A very ignorant question, sans doute.
I get my certificates from cacert.org, to whom I am very grateful. I follow what I take to be the official procedure, first creating <server>.key and <server>.csr on my server and then getting <server>.crt by going to Server Certificate=>New at the cacert site.
I then place the key certficate *.key in /etc/pki/tls/private/ and what I call the client certificate *.crt in /etc/pki/tls/certs/ .
But I notice that there at www.cacert.org there is a Client Certificate folder as well as the Server Certificate folder, and it seems that one can create a "client certificate" there.
My quesion is: what is the purpose of this second client certificate?
And while I am on the topic, what are the recommended file permissions for PKI certificates? I was a little surprised to find my <server>.key has permission 640, while <server>.crt has permission 644. The folder /etc/pki/tls/private/ on my server does not seem to have any special security; it is owned by root but can be opened and listed by anybody. Is that the recommended setup?
On Fri, October 24, 2014 10:43 am, Timothy Murphy wrote:
A very ignorant question, sans doute.
I get my certificates from cacert.org, to whom I am very grateful. I follow what I take to be the official procedure, first creating <server>.key and <server>.csr on my server and then getting <server>.crt by going to Server Certificate=>New at the cacert site.
I then place the key certficate *.key in /etc/pki/tls/private/ and what I call the client certificate *.crt in /etc/pki/tls/certs/ .
But I notice that there at www.cacert.org there is a Client Certificate folder as well as the Server Certificate folder, and it seems that one can create a "client certificate" there.
In two words: some of the stuff you would only serve to clients that authenticate themselves. Well known way of authentication is: username/password. Client certificate serves the same purpose, it is just less known way of doing it.
My quesion is: what is the purpose of this second client certificate?
And while I am on the topic, what are the recommended file permissions for PKI certificates? I was a little surprised to find my <server>.key has permission 640, while <server>.crt has permission 644. The folder /etc/pki/tls/private/ on my server does not seem to have any special security; it is owned by root but can be opened and listed by anybody. Is that the recommended setup?
For secret key I usually have 400 (-r-------). For Certificate, it doesn't matter that much: your server passes it over to anyone who requests it at the very beginning of SSL/TLS connection. I still keep it without write permission. You only change certificate/key once every year or two, so you don't need write permission for these files in general...
Note that if some daemon needs secret key and it is not designed to start as root (to read the key...) then drop privileges, then you will have to make secret key group readable, grant it to appropriate group, and make sure the poor daemon who can not start as root first is a member of that group.
I hope, this helps.
Valeri
++++++++++++++++++++++++++++++++++++++++ Valeri Galtsev Sr System Administrator Department of Astronomy and Astrophysics Kavli Institute for Cosmological Physics University of Chicago Phone: 773-702-4247 ++++++++++++++++++++++++++++++++++++++++
Am 24.10.2014 um 18:31 schrieb Valeri Galtsev galtsev@kicp.uchicago.edu:
On Fri, October 24, 2014 10:43 am, Timothy Murphy wrote:
A very ignorant question, sans doute.
I get my certificates from cacert.org, to whom I am very grateful. I follow what I take to be the official procedure, first creating <server>.key and <server>.csr on my server and then getting <server>.crt by going to Server Certificate=>New at the cacert site.
I then place the key certficate *.key in /etc/pki/tls/private/ and what I call the client certificate *.crt in /etc/pki/tls/certs/ .
But I notice that there at www.cacert.org there is a Client Certificate folder as well as the Server Certificate folder, and it seems that one can create a "client certificate" there.
In two words: some of the stuff you would only serve to clients that authenticate themselves. Well known way of authentication is: username/password. Client certificate serves the same purpose, it is just less known way of doing it.
conceptional that means that the former is something that you known and the latter is something that you have (+ known), to authenticate yourself.
My quesion is: what is the purpose of this second client certificate?
And while I am on the topic, what are the recommended file permissions for PKI certificates? I was a little surprised to find my <server>.key has permission 640, while <server>.crt has permission 644. The folder /etc/pki/tls/private/ on my server does not seem to have any special security; it is owned by root but can be opened and listed by anybody. Is that the recommended setup?
For secret key I usually have 400 (-r-------). For Certificate, it doesn't matter that much: your server passes it over to anyone who requests it at the very beginning of SSL/TLS connection. I still keep it without write permission. You only change certificate/key once every year or two, so you don't need write permission for these files in general...
Note that if some daemon needs secret key and it is not designed to start as root (to read the key...) then drop privileges, then you will have to make secret key group readable, grant it to appropriate group, and make sure the poor daemon who can not start as root first is a member of that group.
and keep your key/cert-pair out of your system backups.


#### EXERCISE PROMPT:
Using the lines below, work out the count of those that hold "icon". Give the number only.

#### TASK DATA:
--- START ---
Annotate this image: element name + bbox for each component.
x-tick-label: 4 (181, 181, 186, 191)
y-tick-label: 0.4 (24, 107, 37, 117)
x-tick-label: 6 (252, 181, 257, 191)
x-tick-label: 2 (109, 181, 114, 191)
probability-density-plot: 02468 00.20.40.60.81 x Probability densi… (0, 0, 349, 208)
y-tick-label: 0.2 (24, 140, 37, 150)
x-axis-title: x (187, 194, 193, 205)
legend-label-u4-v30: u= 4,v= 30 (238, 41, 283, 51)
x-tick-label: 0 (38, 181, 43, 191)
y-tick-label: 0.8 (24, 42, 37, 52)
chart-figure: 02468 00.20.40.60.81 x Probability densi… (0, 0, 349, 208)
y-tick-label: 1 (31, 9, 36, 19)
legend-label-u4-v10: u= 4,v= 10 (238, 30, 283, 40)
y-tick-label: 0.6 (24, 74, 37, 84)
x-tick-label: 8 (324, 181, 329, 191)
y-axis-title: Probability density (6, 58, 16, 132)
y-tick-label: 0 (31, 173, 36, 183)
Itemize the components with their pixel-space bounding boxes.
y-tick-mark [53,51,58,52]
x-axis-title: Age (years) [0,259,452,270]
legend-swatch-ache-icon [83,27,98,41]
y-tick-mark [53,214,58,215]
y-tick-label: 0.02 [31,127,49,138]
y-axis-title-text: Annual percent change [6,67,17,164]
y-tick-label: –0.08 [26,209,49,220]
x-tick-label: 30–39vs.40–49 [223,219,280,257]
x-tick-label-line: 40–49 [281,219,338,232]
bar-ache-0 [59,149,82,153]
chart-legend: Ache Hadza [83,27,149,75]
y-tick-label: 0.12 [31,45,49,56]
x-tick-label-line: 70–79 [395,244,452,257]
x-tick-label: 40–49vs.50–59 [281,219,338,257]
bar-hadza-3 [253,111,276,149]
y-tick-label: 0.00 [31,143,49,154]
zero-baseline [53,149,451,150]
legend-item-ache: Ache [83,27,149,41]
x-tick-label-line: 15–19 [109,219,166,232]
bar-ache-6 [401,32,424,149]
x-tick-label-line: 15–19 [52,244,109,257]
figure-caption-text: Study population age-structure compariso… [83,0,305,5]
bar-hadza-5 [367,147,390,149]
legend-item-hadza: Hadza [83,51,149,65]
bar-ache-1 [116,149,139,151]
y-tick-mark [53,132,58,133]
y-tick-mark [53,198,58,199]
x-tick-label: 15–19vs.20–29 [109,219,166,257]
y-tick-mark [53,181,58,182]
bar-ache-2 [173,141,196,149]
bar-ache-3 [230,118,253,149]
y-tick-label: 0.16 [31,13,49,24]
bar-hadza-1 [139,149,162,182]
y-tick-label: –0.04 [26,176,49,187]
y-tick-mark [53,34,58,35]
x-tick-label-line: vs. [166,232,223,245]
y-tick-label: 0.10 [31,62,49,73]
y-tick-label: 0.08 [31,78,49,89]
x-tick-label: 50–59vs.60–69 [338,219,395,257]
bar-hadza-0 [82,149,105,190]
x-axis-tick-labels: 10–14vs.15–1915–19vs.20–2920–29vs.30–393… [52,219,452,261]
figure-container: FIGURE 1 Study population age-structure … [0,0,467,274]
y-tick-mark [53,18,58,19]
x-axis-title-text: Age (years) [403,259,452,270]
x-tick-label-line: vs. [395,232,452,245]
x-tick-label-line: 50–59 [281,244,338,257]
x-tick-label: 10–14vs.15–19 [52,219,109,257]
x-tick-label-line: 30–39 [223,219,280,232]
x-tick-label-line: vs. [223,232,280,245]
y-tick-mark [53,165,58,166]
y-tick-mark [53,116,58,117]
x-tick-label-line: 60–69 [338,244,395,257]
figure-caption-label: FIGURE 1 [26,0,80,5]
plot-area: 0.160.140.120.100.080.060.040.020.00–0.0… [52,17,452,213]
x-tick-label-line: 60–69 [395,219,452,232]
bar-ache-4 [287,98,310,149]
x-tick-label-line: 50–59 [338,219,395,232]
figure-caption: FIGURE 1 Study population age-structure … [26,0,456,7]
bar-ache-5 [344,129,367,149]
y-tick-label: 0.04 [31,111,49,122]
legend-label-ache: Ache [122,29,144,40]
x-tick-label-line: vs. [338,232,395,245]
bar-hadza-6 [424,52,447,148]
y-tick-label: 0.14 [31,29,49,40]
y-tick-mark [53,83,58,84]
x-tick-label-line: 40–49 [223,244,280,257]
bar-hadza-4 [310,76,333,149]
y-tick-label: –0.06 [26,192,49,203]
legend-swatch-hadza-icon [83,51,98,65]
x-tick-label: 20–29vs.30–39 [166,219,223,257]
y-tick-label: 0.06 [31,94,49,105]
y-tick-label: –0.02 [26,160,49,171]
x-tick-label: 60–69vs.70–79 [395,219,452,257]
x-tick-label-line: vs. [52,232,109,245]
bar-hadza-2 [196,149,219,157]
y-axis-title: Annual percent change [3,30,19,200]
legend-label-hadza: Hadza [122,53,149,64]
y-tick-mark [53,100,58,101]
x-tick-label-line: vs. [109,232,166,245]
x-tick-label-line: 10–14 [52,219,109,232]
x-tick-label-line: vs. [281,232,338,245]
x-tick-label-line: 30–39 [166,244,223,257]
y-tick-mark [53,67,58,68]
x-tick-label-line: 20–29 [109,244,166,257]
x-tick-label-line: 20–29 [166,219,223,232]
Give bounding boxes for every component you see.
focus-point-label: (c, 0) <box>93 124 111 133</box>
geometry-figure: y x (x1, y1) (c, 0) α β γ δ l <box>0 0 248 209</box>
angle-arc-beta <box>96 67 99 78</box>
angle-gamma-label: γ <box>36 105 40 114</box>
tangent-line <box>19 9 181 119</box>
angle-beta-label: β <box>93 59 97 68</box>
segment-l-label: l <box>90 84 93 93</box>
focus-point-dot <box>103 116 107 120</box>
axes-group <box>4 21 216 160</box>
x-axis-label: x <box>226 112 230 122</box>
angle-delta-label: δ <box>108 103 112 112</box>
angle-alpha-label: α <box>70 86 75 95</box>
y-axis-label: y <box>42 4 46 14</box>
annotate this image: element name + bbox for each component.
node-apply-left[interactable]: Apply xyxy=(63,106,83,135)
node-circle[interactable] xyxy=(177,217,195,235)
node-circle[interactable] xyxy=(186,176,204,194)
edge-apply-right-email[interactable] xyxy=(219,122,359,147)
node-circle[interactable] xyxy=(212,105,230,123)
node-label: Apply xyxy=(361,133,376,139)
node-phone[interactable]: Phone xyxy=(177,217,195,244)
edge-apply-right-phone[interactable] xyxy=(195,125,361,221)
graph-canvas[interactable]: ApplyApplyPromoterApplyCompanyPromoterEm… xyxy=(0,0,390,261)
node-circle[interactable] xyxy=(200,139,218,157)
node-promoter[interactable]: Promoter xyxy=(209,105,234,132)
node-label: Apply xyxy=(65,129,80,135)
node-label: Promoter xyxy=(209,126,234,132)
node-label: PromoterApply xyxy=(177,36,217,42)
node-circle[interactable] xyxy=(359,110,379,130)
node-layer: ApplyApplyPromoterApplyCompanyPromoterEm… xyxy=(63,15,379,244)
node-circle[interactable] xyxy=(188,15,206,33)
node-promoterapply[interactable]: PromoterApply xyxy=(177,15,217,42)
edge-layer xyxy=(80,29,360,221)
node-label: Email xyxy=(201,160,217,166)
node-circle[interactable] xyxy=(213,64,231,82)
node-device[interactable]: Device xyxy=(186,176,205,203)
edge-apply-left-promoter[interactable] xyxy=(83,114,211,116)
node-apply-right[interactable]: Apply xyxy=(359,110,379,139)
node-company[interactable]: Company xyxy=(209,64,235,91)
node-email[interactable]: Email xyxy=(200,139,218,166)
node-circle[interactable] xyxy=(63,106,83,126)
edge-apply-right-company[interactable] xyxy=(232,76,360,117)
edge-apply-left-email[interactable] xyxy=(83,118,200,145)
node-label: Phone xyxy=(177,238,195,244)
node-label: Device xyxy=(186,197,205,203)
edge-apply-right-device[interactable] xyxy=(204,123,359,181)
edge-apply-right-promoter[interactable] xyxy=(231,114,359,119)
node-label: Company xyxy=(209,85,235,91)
--- END ---
#### WRITTEN RESPONSE:
2